Student research case study: University of Kent - Centre for Health Services Studies - MPharm

Last updated on 5 Aug 2021

Students on the University of Kent’s MPharm course can opt to take part in a choice of group projects right across the spectrum of pharmacy – an approach that course leaders moved to in 2018. Previously students had mostly done individual research.

‘In the past we put all this energy into getting these projects up and running, and then we had very little data and got very little meaningful findings from the effort that we put in. Students would mainly be working on individual projects, we had multiple submissions to IRAS and in the first year that we went through this process we absolutely flooded the ethics committee with our students’ projects. It was unsatisfactory for the ethics committee, but also for the local practitioners as well, so it was untenable, and we had to change.’

Sarah Corlett, course leader

Now students join an existing project which the university runs every year in order to complete a period of research training and collect and analyse original data to get accreditation for the course. Typically, 30 to 35 students will choose to do a ‘project in practice’. The students work on group projects, so the academic takes the lead for designing those projects and controls the study design. The students are asked to think about it and to contribute the project protocol.

The academic member of staff then considers what review the project requires, including considering how to avoid impact on NHS organisations. For example, a student project where students have been looking at written medicine information needs and interviewing people taking regular medicines about their experience of patient information leaflets – went through the university ethics committee as it was recruiting members of the general public.

‘Students collect and analyse their own data. We will organise the project, so they have individual pockets of data each. But the supervisor will coordinate that and will bring all the data together at the end of the project, so that then we can we have enough data to have meaningful conclusions and to submit something for publication. So, the actual experience is much better for everybody. It's better for the ethics committee, it's better for the individual students and it's better for our partners within the NHS.’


» **Your instructions**: Type out the data exactly as given. Skip any image.

Study material below:

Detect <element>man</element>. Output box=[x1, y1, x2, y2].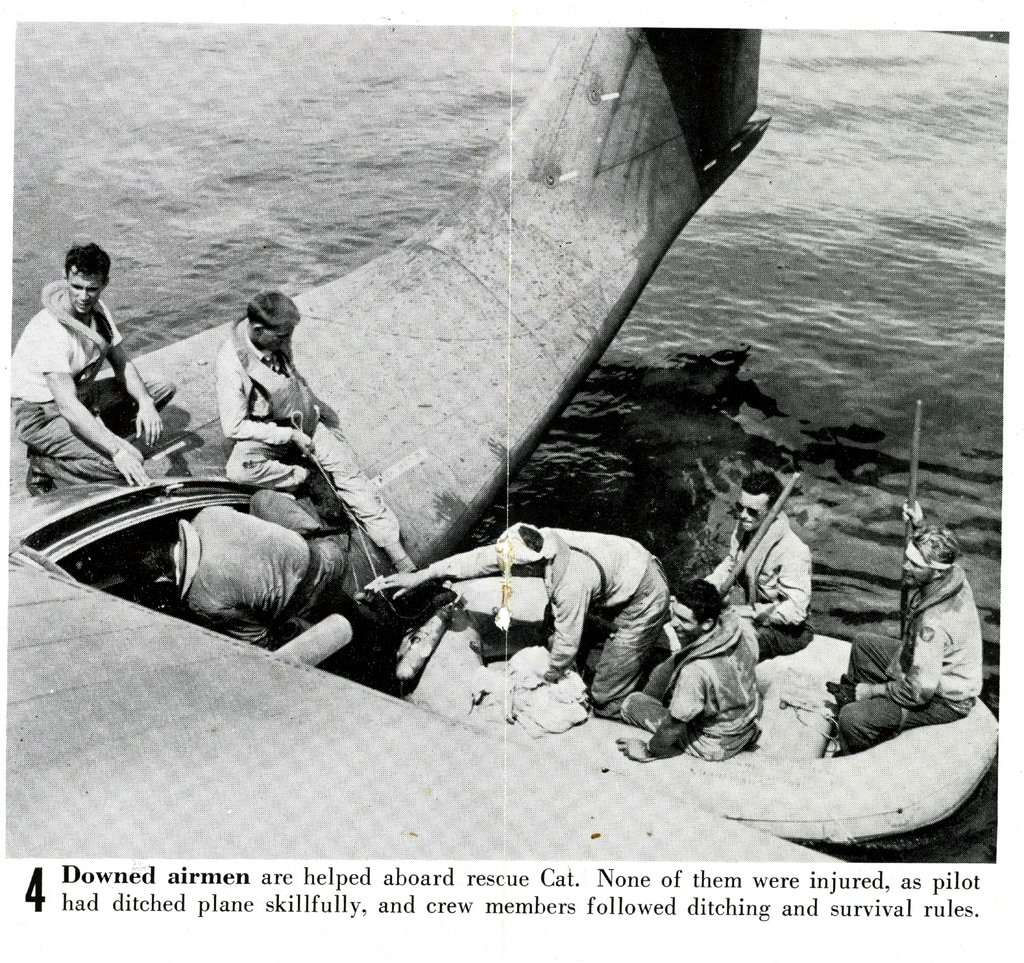
box=[704, 467, 811, 662].
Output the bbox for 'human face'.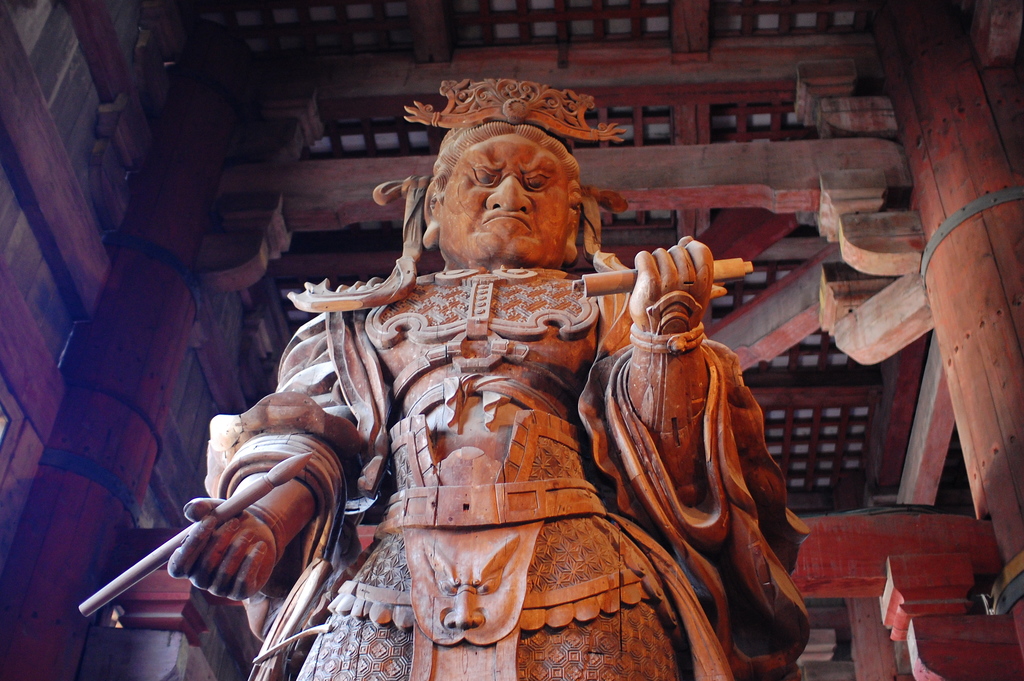
435, 127, 568, 260.
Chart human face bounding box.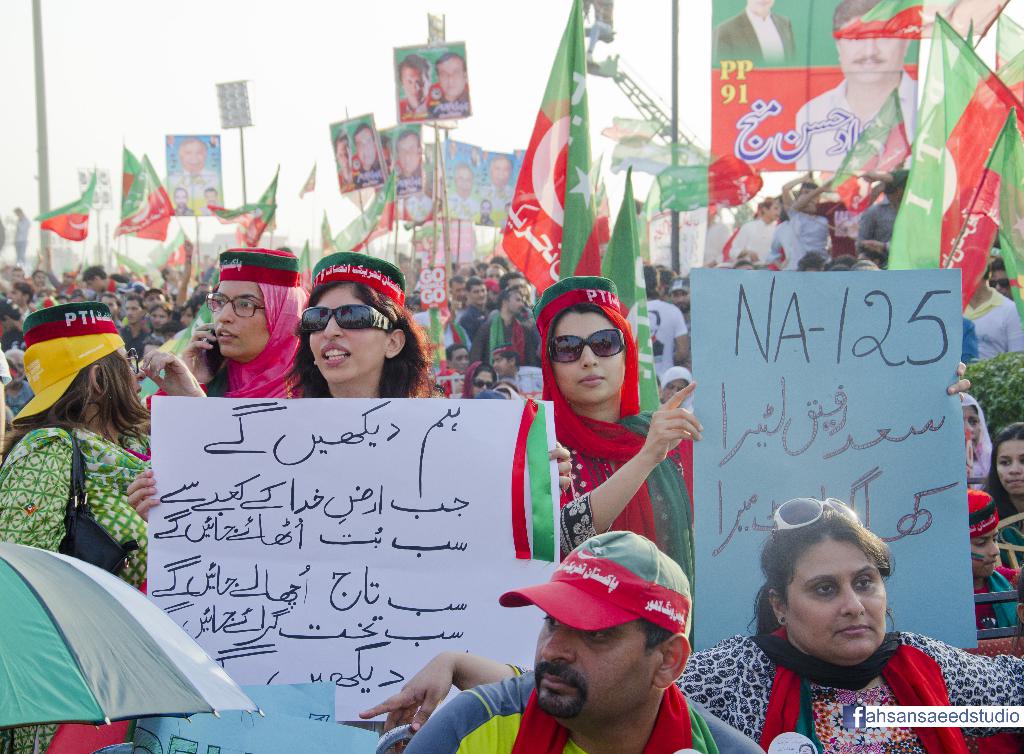
Charted: detection(539, 632, 629, 722).
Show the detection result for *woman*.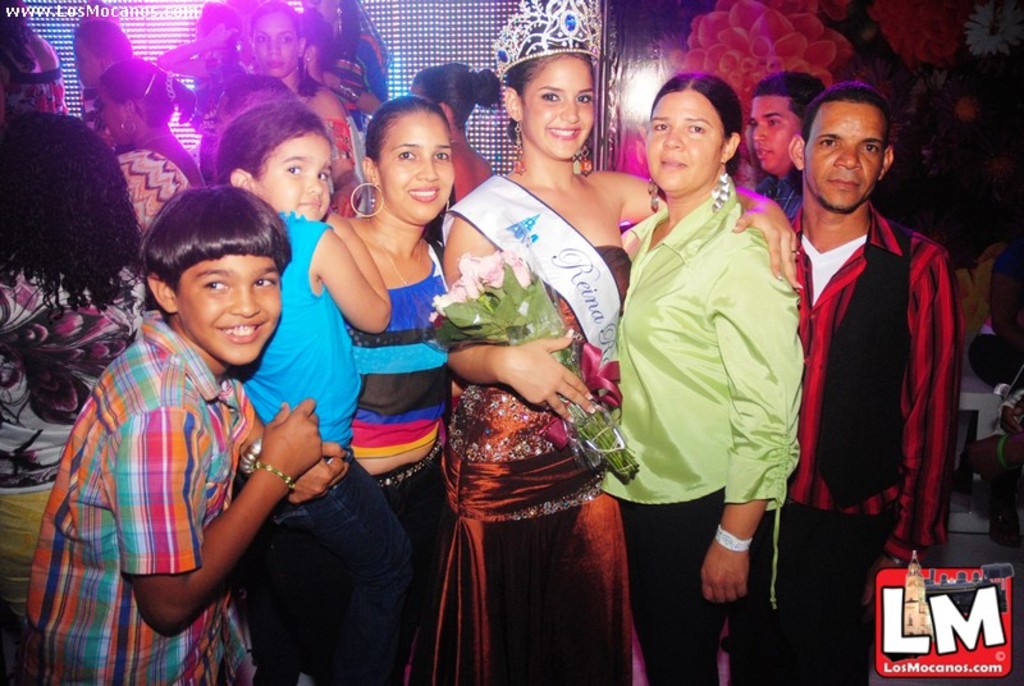
<region>0, 111, 147, 685</region>.
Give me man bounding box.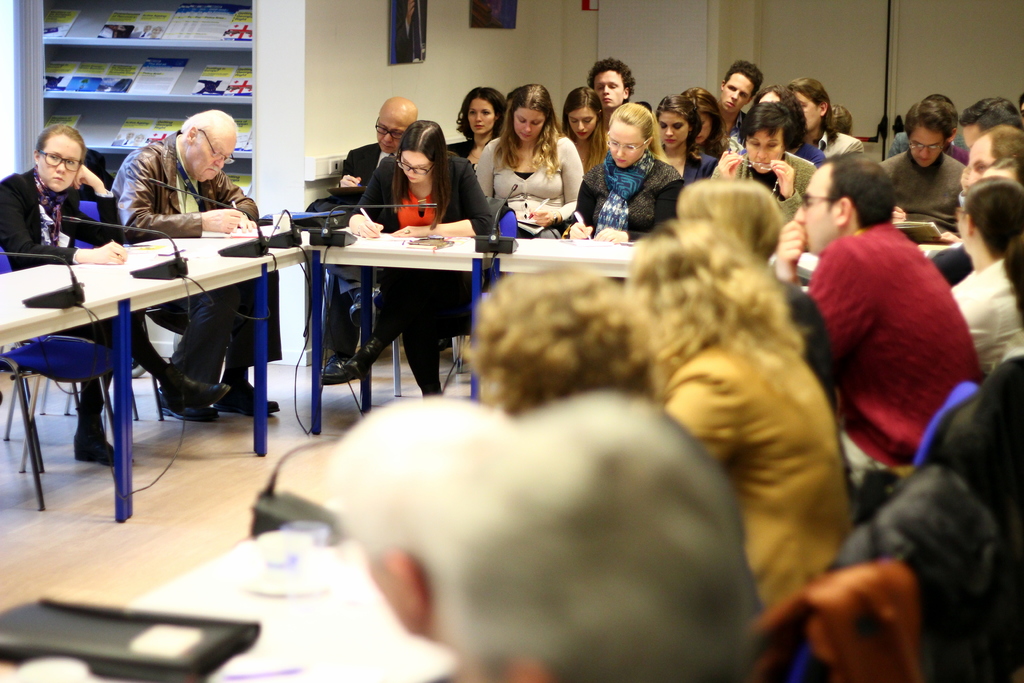
BBox(958, 124, 1023, 184).
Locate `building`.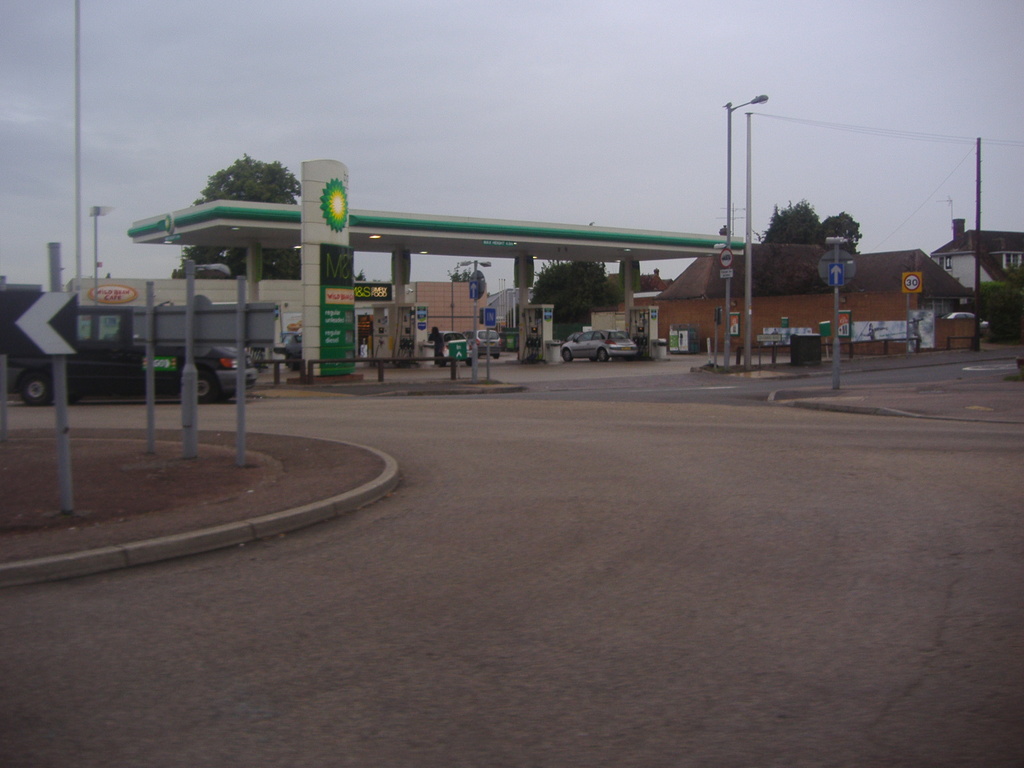
Bounding box: bbox=[932, 213, 1023, 310].
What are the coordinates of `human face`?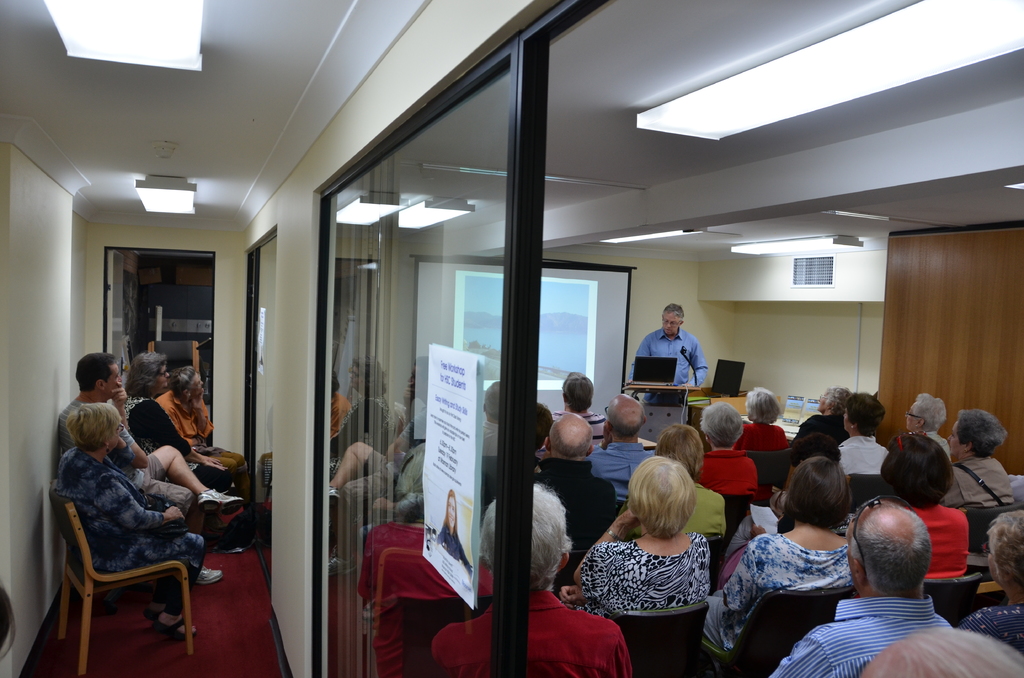
l=841, t=524, r=858, b=581.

End of Study material.

» **Response**:
Detect <element>man</element>. Output box=[x1, y1, x2, y2].
box=[704, 467, 811, 662].
Output the bbox for 'human face'.
435, 127, 568, 260.
Chart human face bounding box.
Charted: detection(539, 632, 629, 722).
Show the detection result for *woman*.
<region>0, 111, 147, 685</region>.
Give me man bounding box.
BBox(958, 124, 1023, 184).
Locate `building`.
Bounding box: bbox=[932, 213, 1023, 310].
What are the coordinates of `human face`?
l=841, t=524, r=858, b=581.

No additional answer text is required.